May 12, 2008

Slice of PIE: The Big 4 Are Gone -- Where Are We Going?

'92, '94, '00, '08...

While there are many who are writing great SF today, there don't seem to be many writing in a classic mode. By 'classic', I mean SF that points in new directions. Absolutely there are those intent on RE-creating the genre -- witness the revival of space opera. But where are the writers who are creating the GRAND countercultural ideas?

Who created and codified planet-wide ecoengineering and religio-engineering? Frank Herbert, in the original single book, DUNE did that.

Who created humaniform robots and explored their impact on human society? Isaac Asimov did in the ROBOT books.

Who wondered about the effect of aliens and alien environments on child-rearing? Robert A. Heinlein did in STRANGER IN A STRANGE LAND.

Who created artificial satellites and space towers and set them free from the imagination to become reality? Arthur C. Clarke did in WIRELESS WORLD (February 1945) and in FOUNTAINS OF PARADISE.

What allowed them to imagine and express their mind images? Besides pure genius, I put before you the possibility that it might have been their Judeo-Christian roots. While all repudiated those roots in adulthood, pehaps those roots nurtured a rebellion against "what is" and encouraged them to look for alternatives to tradition and canon.

Today, with the slippery relativism that passes for philosophy and religion, tradition and canon are non-existent and there are few monoliths to rebel against. With nothing to reject, where will classic SF blossom and how will it shift the direction of the genre?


| WORK REQUIRED |
Hunt for the word "right" across the entries below, copying each line that holds it.

| RECORD EXTRACTS |
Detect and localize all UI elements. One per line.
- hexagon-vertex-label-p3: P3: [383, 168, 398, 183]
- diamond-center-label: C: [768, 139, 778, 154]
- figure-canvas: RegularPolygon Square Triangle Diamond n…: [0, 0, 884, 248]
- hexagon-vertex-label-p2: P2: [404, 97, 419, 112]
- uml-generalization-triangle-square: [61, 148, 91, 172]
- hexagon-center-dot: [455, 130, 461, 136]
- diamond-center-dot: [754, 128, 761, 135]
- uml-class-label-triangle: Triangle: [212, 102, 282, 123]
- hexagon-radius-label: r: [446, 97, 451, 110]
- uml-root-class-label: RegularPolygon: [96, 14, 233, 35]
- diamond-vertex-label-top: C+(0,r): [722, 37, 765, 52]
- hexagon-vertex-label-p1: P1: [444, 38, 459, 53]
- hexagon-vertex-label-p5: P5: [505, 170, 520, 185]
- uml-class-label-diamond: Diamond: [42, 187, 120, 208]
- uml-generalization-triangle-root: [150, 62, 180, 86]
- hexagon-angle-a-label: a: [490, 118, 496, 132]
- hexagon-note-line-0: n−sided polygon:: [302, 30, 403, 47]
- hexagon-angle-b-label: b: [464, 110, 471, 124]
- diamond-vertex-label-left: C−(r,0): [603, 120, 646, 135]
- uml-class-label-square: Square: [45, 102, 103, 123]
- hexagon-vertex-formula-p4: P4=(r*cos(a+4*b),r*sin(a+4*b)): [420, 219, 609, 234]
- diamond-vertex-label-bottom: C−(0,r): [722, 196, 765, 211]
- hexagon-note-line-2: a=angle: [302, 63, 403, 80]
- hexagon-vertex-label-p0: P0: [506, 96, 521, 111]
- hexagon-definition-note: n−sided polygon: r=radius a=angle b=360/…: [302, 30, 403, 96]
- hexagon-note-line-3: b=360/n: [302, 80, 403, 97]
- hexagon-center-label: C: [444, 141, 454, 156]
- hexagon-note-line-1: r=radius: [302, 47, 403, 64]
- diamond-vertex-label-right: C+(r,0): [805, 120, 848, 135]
* * *
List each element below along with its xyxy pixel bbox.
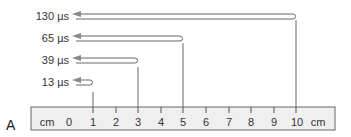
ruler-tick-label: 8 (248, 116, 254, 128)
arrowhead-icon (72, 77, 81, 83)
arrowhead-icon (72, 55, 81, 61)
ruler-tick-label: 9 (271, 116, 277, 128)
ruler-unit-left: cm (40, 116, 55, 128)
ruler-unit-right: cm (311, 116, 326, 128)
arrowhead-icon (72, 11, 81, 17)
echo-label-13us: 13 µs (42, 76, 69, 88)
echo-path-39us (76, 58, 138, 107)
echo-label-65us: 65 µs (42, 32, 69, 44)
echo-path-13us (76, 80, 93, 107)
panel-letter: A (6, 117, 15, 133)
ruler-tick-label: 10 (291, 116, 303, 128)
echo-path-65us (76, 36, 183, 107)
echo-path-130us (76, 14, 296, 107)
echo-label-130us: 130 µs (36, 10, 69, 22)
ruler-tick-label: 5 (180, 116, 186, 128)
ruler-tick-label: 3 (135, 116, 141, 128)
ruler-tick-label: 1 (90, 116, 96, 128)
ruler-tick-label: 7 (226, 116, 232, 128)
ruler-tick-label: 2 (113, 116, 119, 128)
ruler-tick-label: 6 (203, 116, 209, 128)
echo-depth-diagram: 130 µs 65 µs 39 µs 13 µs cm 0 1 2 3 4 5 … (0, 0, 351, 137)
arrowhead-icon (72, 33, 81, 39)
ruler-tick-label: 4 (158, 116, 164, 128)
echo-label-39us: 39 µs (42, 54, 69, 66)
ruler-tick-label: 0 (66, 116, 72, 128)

| ANSWER SPACE |
- diamond-vertex-label-right: C+(r,0): [805, 120, 848, 135]
ruler-unit-right: cm (311, 116, 326, 128)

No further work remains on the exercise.